Change

Change

10. How has gaming changed you?

Honestly? I’ve been doing it for so long that I have no sense of what I might have been like without gaming.

My first roleplaying experience was in 1980, I was 11 years old, and some middle-schoolers ran a game for sixth graders. I think it was someone’s older sibling. I’d seen ads for D&D in, oh I don’t know, Omni probably, but my parents hadn’t yet helped me get my first game. I didn’t own any D&D; I learned it cargo-cult style as one did back in the day. The first game I actually owned wasn’t until I was in seventh grade, when I got Traveller.

That said, roleplaying has absolutely taught me a lot, and I have certainly changed a lot within gaming over the years. But I’ve never really considered the possibility of just quitting. Some days the image of me running a game in my 70s makes me smile; other times it makes me cringe.

The one thing about having had roleplaying in my life my entire life is I sometimes wonder what life might have been like without it. What could I have achieved with the time and love I’ve put into this thing? How many languages might I have spoken by now? How many degrees? What if I’d put my time and talents toward, I don’t know, the stock market or entrepreneurship?

No idea. I yam what I yam.

#rpgaday2018

0 thoughts on “Change”

  1. The next big phase I’m looking forward to is the gaming-positive parent. I’m moderately squicked out by the whole “raise your kids as nerds!” thing — I’d rather my daughter find her own interests — but I suspect she’ll already want to like at least some of the stuff I like.

    She’s also got friends who have shown early interest in the big game room collection. Probably I’ll have some kind of kids gaming club up and running somehow, somewhere.

  2. That will be great! My friend Thomas runs a D&D game for his stepson which sounds like it works alright. They started with Old School Hack and have adjusted to 5e as the young guy grows more comfortable with complex rules. The greatest achievement will be to get your kid to run a game for you, I think.

  3. I think we want our kids to take interest in the things we do. But I don’t want my daughter to be a mirror copy. I don’t want to raise her as a nerd, why the fuck would I want that? I’d much rather she finds her own identity and if she is popular and well liked all the better.

  4. “I’m moderately squicked out by the whole ‘raise your kids as nerds!’ thing — I’d rather my daughter find her own interests — but I suspect she’ll already want to like at least some of the stuff I like.”

    I’m actually trying super hard not to raise a nerd son. You see me post photos of us playing board games, but it’s not me indoctrinating him. It’s because board games are currently my most successful way of getting him doing something social and interactive away from video games, which he’s addicted to across all platforms, and to YouTube videos of streamers playing video games. We had him in swim classes until he broke his leg sledding with me in February. We had him in piano lessons after that. We had him in t-ball. He liked all those things, but never yearned for them the way he does video games. I’m also constantly inventing crafts and projects to do together, and creating codes for him to solve and stuff, but right now he’s just hooked hard on video games.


Assigned task
Find the lines below in which the string "Homeowners" occurs. Copy each one.
*** Source material ***
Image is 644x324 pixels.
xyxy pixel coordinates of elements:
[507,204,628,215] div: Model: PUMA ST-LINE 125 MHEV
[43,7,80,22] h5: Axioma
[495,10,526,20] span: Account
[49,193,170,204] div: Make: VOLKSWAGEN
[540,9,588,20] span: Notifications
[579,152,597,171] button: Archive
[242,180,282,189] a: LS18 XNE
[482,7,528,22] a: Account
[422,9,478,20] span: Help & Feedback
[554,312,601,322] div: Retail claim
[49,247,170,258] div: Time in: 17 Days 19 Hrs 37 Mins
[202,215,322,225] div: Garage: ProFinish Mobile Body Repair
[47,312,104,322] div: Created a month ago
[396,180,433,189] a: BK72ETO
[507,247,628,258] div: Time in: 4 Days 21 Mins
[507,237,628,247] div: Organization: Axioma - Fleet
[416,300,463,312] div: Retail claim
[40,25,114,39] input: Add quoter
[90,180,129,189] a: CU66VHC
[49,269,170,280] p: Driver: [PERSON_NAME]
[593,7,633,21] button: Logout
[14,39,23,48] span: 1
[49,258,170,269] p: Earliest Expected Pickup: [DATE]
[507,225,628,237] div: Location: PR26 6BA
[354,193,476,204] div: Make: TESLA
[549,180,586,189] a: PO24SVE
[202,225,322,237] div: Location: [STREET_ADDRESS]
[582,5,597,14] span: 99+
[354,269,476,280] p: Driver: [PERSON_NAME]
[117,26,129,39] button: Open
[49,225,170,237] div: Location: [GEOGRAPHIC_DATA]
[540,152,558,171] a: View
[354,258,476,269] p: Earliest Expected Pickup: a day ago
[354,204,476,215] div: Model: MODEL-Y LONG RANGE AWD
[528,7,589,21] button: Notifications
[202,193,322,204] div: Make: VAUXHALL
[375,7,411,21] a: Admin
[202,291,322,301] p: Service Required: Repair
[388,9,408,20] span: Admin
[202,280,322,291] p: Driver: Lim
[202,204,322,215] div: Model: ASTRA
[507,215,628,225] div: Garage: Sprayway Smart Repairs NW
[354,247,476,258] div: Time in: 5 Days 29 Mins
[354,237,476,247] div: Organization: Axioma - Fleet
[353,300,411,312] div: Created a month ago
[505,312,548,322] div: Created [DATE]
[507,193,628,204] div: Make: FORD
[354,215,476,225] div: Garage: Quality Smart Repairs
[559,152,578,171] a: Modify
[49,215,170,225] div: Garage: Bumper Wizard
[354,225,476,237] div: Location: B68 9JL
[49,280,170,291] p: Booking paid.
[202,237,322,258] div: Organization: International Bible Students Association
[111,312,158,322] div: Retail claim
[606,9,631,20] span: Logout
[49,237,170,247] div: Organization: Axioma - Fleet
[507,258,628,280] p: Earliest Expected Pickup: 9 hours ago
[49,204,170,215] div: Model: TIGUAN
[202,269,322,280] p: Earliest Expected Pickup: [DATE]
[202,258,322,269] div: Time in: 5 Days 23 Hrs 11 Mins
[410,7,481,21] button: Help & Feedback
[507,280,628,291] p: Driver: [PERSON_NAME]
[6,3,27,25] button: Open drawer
*** End of Source material ***
*** Source material ***
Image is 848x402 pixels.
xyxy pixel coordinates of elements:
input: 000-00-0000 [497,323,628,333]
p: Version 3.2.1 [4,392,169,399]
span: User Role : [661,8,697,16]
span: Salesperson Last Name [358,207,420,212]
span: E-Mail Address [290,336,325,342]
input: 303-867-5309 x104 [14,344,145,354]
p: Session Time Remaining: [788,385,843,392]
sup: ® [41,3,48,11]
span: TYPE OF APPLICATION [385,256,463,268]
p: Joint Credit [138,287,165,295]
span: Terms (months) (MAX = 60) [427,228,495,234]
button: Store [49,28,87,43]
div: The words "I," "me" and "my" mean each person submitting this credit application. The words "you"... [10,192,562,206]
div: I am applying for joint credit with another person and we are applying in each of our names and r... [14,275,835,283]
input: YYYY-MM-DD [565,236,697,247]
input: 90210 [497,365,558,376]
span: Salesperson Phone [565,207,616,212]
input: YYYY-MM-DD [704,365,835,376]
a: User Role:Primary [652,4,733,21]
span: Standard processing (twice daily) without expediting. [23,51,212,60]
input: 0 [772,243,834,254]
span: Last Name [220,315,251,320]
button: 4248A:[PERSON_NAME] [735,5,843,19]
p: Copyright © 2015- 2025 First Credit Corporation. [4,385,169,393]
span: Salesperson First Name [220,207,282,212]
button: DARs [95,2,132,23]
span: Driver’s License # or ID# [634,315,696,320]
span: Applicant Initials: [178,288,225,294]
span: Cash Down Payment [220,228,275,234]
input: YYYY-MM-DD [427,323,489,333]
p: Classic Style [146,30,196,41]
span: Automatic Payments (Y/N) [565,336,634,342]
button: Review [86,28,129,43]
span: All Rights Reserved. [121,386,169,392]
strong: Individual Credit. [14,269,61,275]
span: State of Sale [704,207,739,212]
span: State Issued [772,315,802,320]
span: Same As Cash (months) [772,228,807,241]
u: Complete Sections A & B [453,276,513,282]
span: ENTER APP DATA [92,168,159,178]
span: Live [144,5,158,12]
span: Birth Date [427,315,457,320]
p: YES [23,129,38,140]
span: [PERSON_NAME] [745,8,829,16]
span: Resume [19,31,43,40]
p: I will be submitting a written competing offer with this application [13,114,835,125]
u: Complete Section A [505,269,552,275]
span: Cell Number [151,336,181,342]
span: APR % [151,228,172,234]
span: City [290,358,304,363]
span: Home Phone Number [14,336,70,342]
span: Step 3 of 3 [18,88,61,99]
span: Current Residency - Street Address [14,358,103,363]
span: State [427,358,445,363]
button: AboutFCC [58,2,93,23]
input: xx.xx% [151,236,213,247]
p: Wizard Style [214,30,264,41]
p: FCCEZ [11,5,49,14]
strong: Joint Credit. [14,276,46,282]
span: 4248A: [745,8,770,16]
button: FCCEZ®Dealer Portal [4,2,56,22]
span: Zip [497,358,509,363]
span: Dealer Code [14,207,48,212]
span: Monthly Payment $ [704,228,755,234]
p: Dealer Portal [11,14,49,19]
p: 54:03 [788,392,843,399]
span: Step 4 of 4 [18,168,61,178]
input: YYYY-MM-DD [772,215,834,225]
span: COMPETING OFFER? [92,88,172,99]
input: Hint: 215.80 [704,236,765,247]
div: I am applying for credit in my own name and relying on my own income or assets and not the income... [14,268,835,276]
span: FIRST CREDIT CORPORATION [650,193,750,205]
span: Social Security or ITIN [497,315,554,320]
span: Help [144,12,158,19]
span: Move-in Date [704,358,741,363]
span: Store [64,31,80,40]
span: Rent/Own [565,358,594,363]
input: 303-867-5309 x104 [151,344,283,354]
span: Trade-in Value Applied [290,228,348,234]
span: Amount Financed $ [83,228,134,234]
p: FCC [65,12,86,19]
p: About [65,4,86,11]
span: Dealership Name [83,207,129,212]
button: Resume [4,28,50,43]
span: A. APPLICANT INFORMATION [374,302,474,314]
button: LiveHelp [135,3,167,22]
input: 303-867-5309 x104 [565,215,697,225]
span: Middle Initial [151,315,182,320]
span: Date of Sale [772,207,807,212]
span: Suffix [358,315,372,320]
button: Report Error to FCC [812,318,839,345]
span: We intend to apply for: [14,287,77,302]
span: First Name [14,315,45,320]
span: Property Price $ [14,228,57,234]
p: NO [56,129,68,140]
*** End of Source material ***
*** Source material ***
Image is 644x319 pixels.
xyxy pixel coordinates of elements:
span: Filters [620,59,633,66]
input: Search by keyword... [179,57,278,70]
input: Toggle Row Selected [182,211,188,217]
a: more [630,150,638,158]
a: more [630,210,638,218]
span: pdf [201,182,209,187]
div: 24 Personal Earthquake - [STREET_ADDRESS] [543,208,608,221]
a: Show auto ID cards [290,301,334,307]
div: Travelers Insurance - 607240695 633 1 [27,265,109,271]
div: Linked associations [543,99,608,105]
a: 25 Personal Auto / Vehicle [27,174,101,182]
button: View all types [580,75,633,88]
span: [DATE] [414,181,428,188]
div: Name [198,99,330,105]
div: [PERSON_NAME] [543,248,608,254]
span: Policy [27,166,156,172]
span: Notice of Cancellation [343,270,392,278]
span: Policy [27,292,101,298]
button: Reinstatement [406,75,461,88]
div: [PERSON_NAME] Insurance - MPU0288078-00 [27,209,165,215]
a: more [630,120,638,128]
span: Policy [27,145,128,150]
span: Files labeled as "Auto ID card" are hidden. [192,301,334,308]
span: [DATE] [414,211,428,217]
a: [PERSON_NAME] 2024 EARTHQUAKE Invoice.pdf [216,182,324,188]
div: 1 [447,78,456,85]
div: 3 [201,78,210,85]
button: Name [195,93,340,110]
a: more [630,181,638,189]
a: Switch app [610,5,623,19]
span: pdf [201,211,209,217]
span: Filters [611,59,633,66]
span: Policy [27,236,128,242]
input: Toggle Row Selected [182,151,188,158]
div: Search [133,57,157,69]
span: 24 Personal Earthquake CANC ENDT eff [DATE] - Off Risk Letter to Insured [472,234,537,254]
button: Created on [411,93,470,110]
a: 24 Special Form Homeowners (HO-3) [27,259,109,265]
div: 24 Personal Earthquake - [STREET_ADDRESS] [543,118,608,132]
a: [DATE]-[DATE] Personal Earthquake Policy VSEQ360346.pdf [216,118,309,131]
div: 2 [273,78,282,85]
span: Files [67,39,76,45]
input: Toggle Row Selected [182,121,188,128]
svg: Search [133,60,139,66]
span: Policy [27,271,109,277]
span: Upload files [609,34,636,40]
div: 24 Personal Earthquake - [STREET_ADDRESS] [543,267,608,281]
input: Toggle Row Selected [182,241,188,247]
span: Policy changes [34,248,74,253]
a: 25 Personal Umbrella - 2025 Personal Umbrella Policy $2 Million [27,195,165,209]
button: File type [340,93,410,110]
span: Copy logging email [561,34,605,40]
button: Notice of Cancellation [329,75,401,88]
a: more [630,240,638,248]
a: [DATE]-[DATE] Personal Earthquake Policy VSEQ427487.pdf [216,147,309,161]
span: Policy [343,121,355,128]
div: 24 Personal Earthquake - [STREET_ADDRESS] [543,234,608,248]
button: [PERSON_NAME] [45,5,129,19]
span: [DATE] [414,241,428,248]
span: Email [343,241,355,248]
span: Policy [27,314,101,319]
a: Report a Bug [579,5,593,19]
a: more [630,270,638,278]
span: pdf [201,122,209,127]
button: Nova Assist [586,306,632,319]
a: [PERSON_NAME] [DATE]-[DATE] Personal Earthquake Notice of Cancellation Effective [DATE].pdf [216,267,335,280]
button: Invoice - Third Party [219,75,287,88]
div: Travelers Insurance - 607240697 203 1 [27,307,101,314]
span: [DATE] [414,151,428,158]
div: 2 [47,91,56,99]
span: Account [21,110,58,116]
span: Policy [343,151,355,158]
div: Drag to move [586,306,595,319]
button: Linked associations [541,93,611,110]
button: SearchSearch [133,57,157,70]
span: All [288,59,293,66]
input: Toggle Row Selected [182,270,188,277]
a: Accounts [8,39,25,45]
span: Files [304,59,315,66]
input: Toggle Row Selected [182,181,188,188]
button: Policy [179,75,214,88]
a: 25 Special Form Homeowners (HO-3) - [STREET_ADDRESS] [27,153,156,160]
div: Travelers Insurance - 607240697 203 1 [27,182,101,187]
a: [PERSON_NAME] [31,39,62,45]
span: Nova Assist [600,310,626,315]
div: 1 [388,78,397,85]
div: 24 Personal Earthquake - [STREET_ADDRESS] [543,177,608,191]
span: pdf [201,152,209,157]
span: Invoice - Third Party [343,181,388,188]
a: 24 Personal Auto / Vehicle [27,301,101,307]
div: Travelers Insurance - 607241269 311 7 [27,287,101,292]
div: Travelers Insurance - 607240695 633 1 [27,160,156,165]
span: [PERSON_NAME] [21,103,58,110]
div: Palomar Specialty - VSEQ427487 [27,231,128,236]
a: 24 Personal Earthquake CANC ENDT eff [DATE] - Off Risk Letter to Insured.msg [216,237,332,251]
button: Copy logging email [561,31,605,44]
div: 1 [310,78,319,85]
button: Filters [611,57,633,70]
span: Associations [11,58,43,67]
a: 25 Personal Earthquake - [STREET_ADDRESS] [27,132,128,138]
*** End of Source material ***
Solution below
a: 24 Special Form Homeowners (HO-3) [27,259,109,265]
a: 25 Special Form Homeowners (HO-3) - [STREET_ADDRESS] [27,153,156,160]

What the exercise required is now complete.